I've just been facing the same problem with both VC++ 2010 and VC++ 2017, and after some tests I've found that the problem resides in the symbol name the compiler gives to structs and classes internally.

Here a minimum example consisting in three files:

main.cpp

#include "bar.h"
struct Foo {};

int main() {
  Foo foo;
  bar(&foo);
  return 0;
}

bar.h

class Foo;
void bar(Foo* f);

bar.cpp

#include "bar.h"

void bar(Foo* foo) {}

When the project is compiled the following errors and warnings appear:

warning C4099: 'Foo': type name first seen using 'class' now seen using 'struct'

see declaration of 'Foo'

error LNK2019: unresolved external symbol "void __cdecl bar(struct Foo *)" (?bar@@YAXPAUFoo@@@Z) referenced in function _main

fatal error LNK1120: 1 unresolved externals

Now, I swapped the struct and class declarations, so main.cpp and bar.h are now:

main.cpp

#include "bar.h"
class Foo {};

int main() {
  Foo foo;
  bar(&foo);
  return 0;
}

bar.h

struct Foo;
void bar(Foo* f);

As expected, the error still pops up:

error LNK2019: unresolved external symbol "void __cdecl bar(class Foo *)" (?bar@@YAXPAVFoo@@@Z) referenced in function _main

BUT, and this is the interesting part, see that the symbols for the expected function (the one used in main()) in each case differ:

  • ?bar@@YAXPAUFoo@@@Z (when the parameter is a struct)

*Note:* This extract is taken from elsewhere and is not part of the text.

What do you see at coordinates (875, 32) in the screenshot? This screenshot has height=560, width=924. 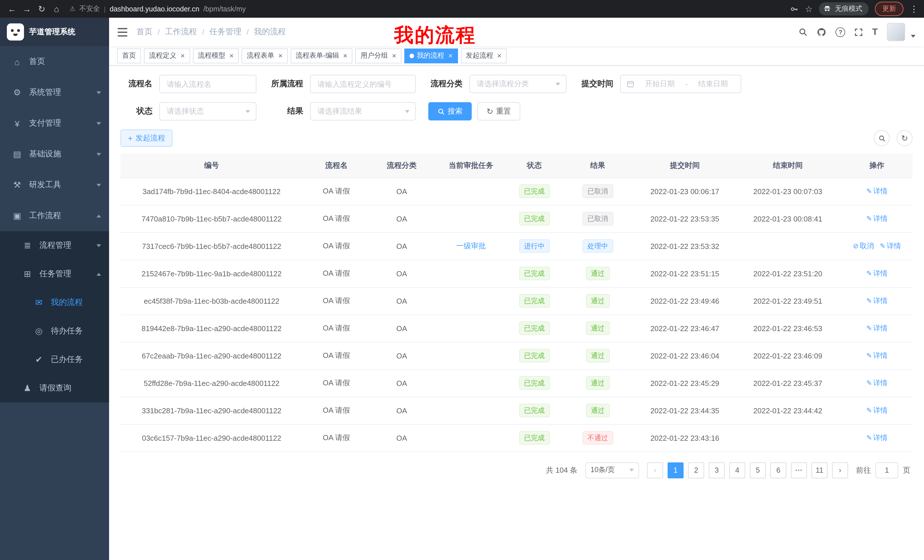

  • ?bar@@YAXPAVFoo@@@Z (when the parameter is a class)


Conclusion

The compiler gives slightly different names if the type is a struct or a class.

The linker then cannot find the proper definition because it is looking for a different one: bar.cpp defines one with the forward declaration, but for the moment it is called in main.cpp the actual declaration has taken placed, so a different function name is given in the symbols table.